He was just reaching for the rocket switch when the little red light started to flash on the indicator panel.

Somebody had a detector beam on him. And he was morally certain that the somebody was flying a Patrol boat.


II

There was one thing about the Venusian atmosphere. You couldn't see through it, even with infra-beams, at very long range. The intensity needle showed the Patrol ship still far off, probably not suspicious yet, although stray craft were rare over the swamps.

In a minute the copper would be calling for information, with his mass-detectors giving the Fitts-Sothern a massage. Campbell didn't think he'd wait. He slammed in the drive rockets, holding them down till the tubes warmed. Even held down, they had plenty.

The Fitts-Sothern climbed in a whipping spiral. The red light wavered, died, glowed again. The copper was pretty good with his beam. Campbell fed in more juice.

The red light died again. But the Patrol boat had all its beams out now, spread like a fish net. The Fitts-Sothern struck another, lost it, struck again, and this time she didn't break out.

Campbell felt the sudden racking jar all through him. "Tractor beams," he said. "You think so, buddy?"

The drive jets were really warming now. He shot it to them. The Fitts-Sothern hung for a fractional instant, her triple-braced hull shuddering so that Campbell's teeth rang together.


EXERCISE DESCRIPTION: An exact copy, beginning at the line containing "Give bounding boxes" and ending at the final line of the records that follow, is the answer; it has no pictures and no other text.

PROVIDED ENTRIES:

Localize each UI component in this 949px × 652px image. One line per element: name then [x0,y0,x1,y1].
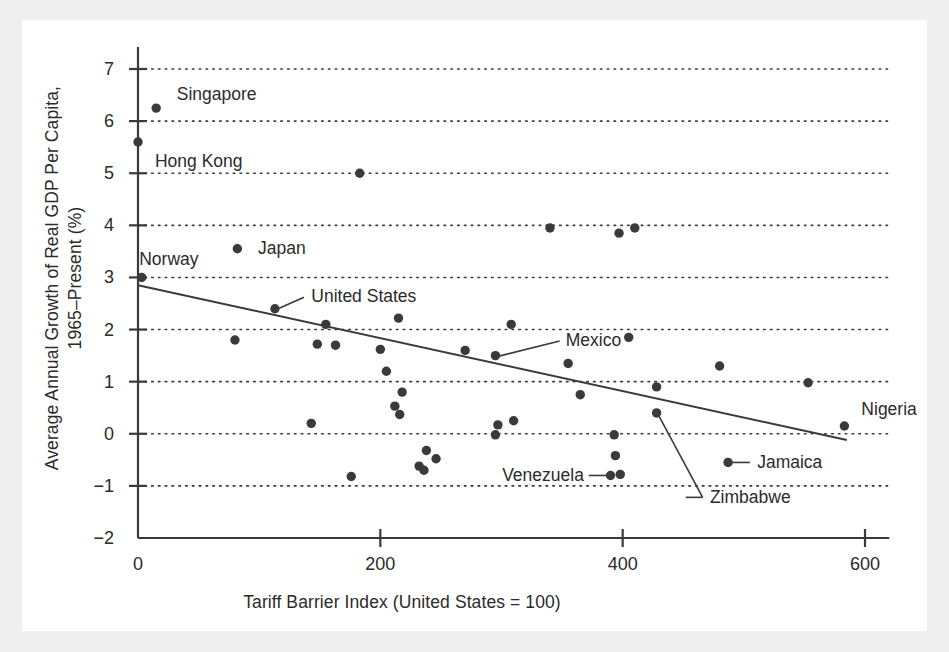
annotation-label-nigeria: Nigeria [861,399,916,420]
data-point-norway [137,273,146,282]
annotation-label-singapore: Singapore [177,84,257,105]
annotation-leader-line [658,414,703,497]
y-tick-label: 4 [104,215,114,236]
data-point [331,340,340,349]
data-point [460,346,469,355]
x-axis-title: Tariff Barrier Index (United States = 10… [22,591,782,614]
data-point [422,446,431,455]
data-point [307,419,316,428]
data-point [803,378,812,387]
data-point-singapore [151,103,160,112]
x-tick-label: 400 [608,554,638,575]
annotation-label-jamaica: Jamaica [757,452,822,473]
data-point [630,223,639,232]
annotation-label-zimbabwe: Zimbabwe [710,487,791,508]
data-point-nigeria [840,421,849,430]
x-tick-label: 200 [365,554,395,575]
data-point-japan [233,244,242,253]
data-point-united-states [270,304,279,313]
data-point [614,228,623,237]
figure-panel: Average Annual Growth of Real GDP Per Ca… [22,20,927,631]
y-tick-label: −1 [93,475,114,496]
annotation-label-venezuela: Venezuela [502,465,584,486]
data-point-hong-kong [133,137,142,146]
data-point [395,410,404,419]
y-tick-label: 6 [104,111,114,132]
data-point [491,430,500,439]
data-point [390,401,399,410]
data-point [576,390,585,399]
y-axis-title: Average Annual Growth of Real GDP Per Ca… [41,68,87,488]
data-point [419,466,428,475]
scatter-plot [22,20,927,631]
y-tick-label: 1 [104,371,114,392]
data-point [382,367,391,376]
annotation-label-hong-kong: Hong Kong [155,150,243,171]
y-tick-label: −2 [93,528,114,549]
x-tick-label: 600 [850,554,880,575]
annotation-leader-line [499,341,560,356]
data-point [715,361,724,370]
data-point [397,387,406,396]
data-point [355,169,364,178]
data-point [376,345,385,354]
data-point [563,359,572,368]
y-tick-label: 7 [104,59,114,80]
annotation-label-japan: Japan [258,238,306,259]
trend-line [138,285,847,440]
data-point [506,320,515,329]
data-point [545,223,554,232]
data-point-zimbabwe [652,408,661,417]
data-point [431,454,440,463]
data-point [493,420,502,429]
data-point-mexico [491,351,500,360]
data-point [347,472,356,481]
y-tick-label: 2 [104,319,114,340]
data-point [321,320,330,329]
annotation-label-united-states: United States [311,286,416,307]
data-point-venezuela [606,471,615,480]
annotation-leader-line [279,297,304,308]
data-point [509,416,518,425]
data-point [230,335,239,344]
data-point [313,339,322,348]
data-point-jamaica [723,458,732,467]
y-tick-label: 3 [104,267,114,288]
x-tick-label: 0 [133,554,143,575]
data-point [616,470,625,479]
data-point [624,333,633,342]
data-point [609,430,618,439]
data-point [611,451,620,460]
data-point [394,313,403,322]
annotation-label-mexico: Mexico [566,329,621,350]
y-tick-label: 0 [104,423,114,444]
annotation-label-norway: Norway [139,248,198,269]
y-tick-label: 5 [104,163,114,184]
data-point [652,382,661,391]
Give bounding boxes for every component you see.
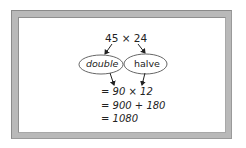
arrow-from-halve-icon xyxy=(142,73,145,85)
arrow-from-double-icon xyxy=(110,73,114,85)
diagram-graphics xyxy=(0,0,246,148)
halve-label: halve xyxy=(134,59,160,69)
double-label: double xyxy=(86,59,118,69)
calculation-step-3: = 1080 xyxy=(101,114,138,124)
expression-title: 45 × 24 xyxy=(105,33,147,44)
calculation-step-1: = 90 × 12 xyxy=(101,87,153,97)
arrow-to-double-icon xyxy=(105,44,112,54)
calculation-step-2: = 900 + 180 xyxy=(101,101,165,111)
arrow-to-halve-icon xyxy=(138,44,145,53)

EXPECTED OUTPUT:
Give bounding boxes for every component you see.
arrow-from-halve-icon xyxy=(142,73,145,85)
arrow-from-double-icon xyxy=(110,73,114,85)
diagram-graphics xyxy=(0,0,246,148)
halve-label: halve xyxy=(134,59,160,69)
double-label: double xyxy=(86,59,118,69)
calculation-step-3: = 1080 xyxy=(101,114,138,124)
expression-title: 45 × 24 xyxy=(105,33,147,44)
calculation-step-1: = 90 × 12 xyxy=(101,87,153,97)
arrow-to-double-icon xyxy=(105,44,112,54)
calculation-step-2: = 900 + 180 xyxy=(101,101,165,111)
arrow-to-halve-icon xyxy=(138,44,145,53)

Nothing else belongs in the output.